At 250 pages, the book covers the story of Rory Phelps, a preteen fisherman somewhere in the North Island of New Zealand. Rory has a really bad time when he falls into the ocean by accident after catching a shark on his line. When the school principle assigns him the job of organizing the fishing competition, he doesn’t want to - he doesn’t want to be associated with fishing again. But he can’t help it, because it’s how other people identify him, and no one seems to pick up on queues that maybe he recently had a stressful experience and that he doesn’t want to be involved. As part of the chum in the waters for the plot, the author threw in a local TV fishing personal, a fish smuggling operation, someone getting hit on the head by a gun and then shot at, police, and a nascent love interest.
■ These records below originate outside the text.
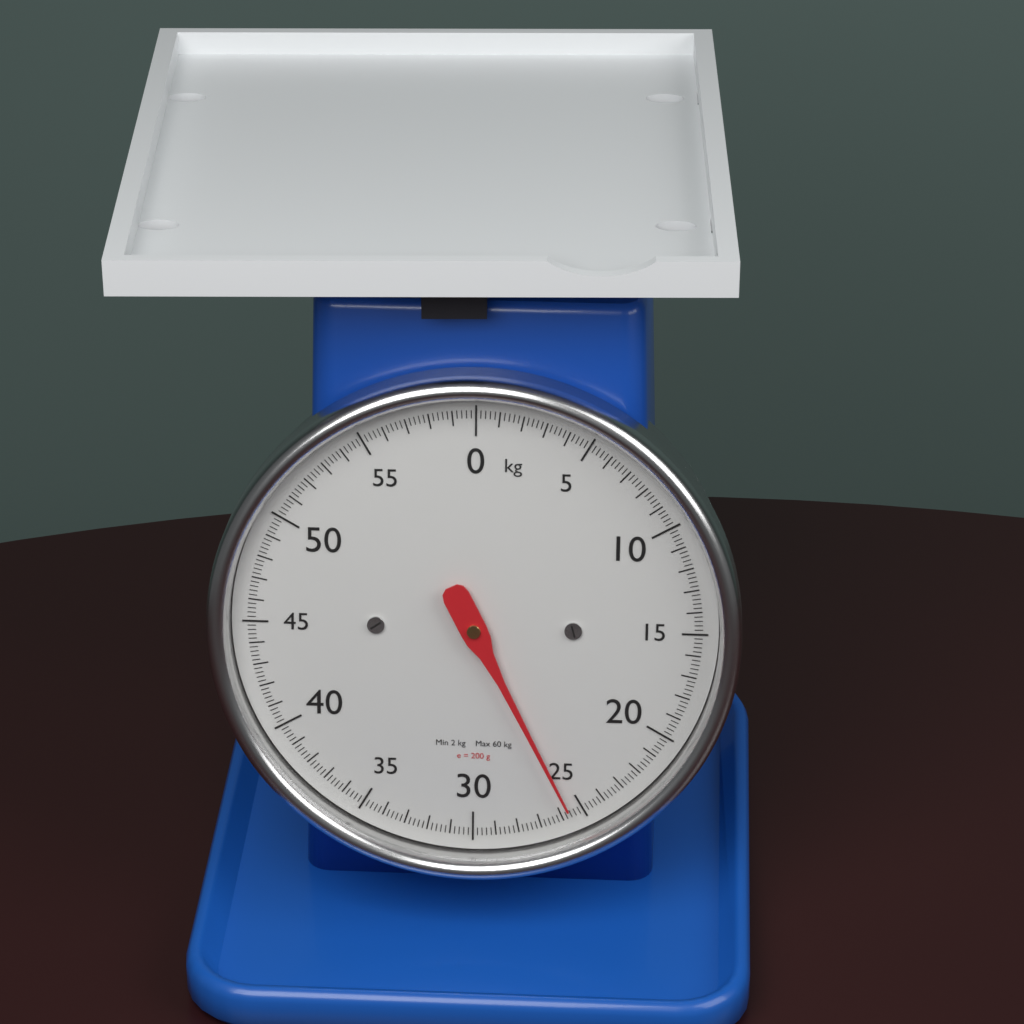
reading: 25.6 kg
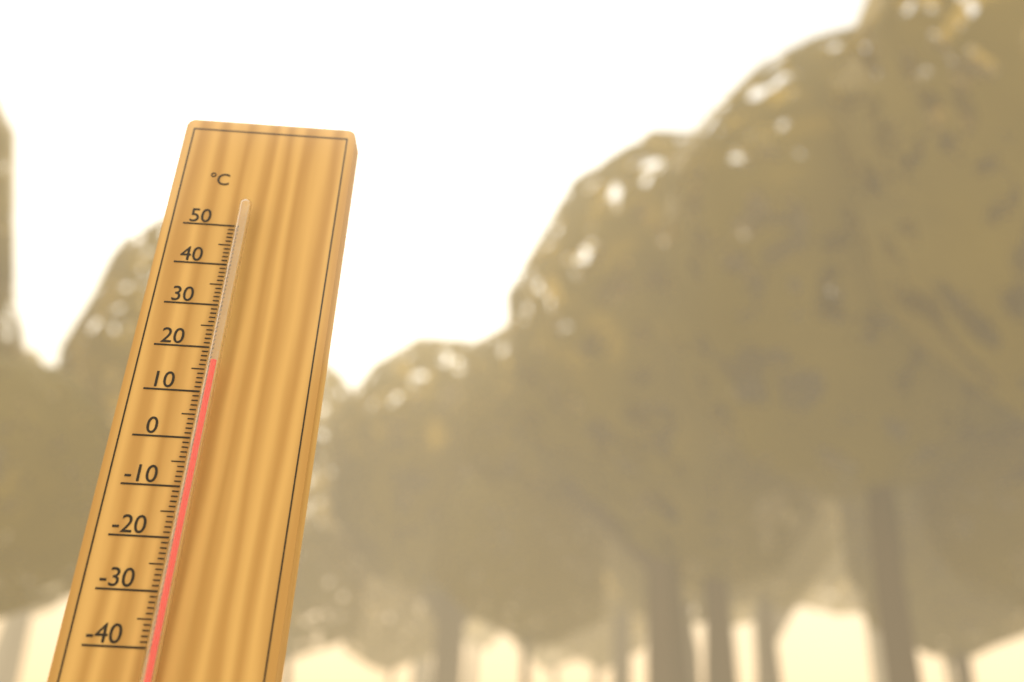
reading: 16 °C
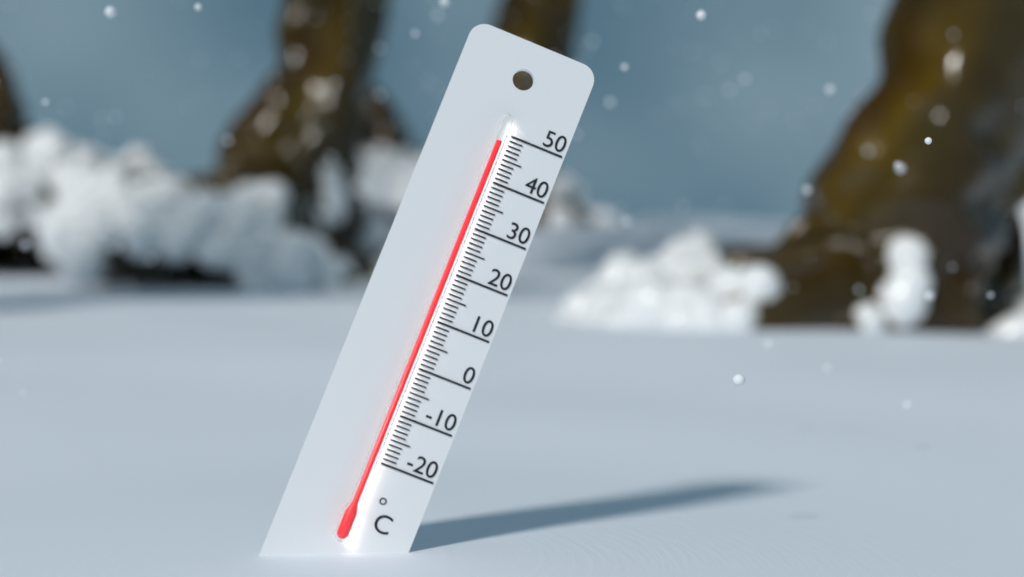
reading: 48 °C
Yo, Shark Bait won the Tom Fitzgibbon award for New Zealand youth literature, which kind of makes sense, in that it is, at least, an interesting story. I don’t know how I would feel about reading it at the intended age - I don’t think it’s made for 36 year old Americans. For me, I mainly felt bad for Rory. He didn’t have the emotional awareness to let people know that it’s OK to not be into your thing all of the time, and he didn’t have the emotional safety to reach out to anyone - including his sister, his parents, his friends, or his love interest, literally any of them - to say, “Hey, I kind of fell into the ocean and I am a bit scared about sharks at the moment?” The entire book is basically him dealing wit PTSD on his own. I became angry at his father and sister for not realizing that things might be hard for him.
His dad’s idea of helping was to bring home a baby dogtooth shark and then show it to Rory and then to leave Rory next to the tank with it for a bit while doing another chore. Like, dude, have some compassion for your son.
Also, maybe we shouldn’t be fishing for sharks?! There wasn’t a single mention of the fact that sharks are globally in peril, and that we need to stop overfishing the ocean. Not once. The book came out a while ago, so it may just have aged poorly.
Some plots can basically be solved by people talking to each other about their feelings. This book was one of those, not including the poaching operation, where law enforcement was probably the best idea (if not, perhaps, community support groups for people who need to poach as a living?). But, all things considered, I wasn’t expecting much from this book.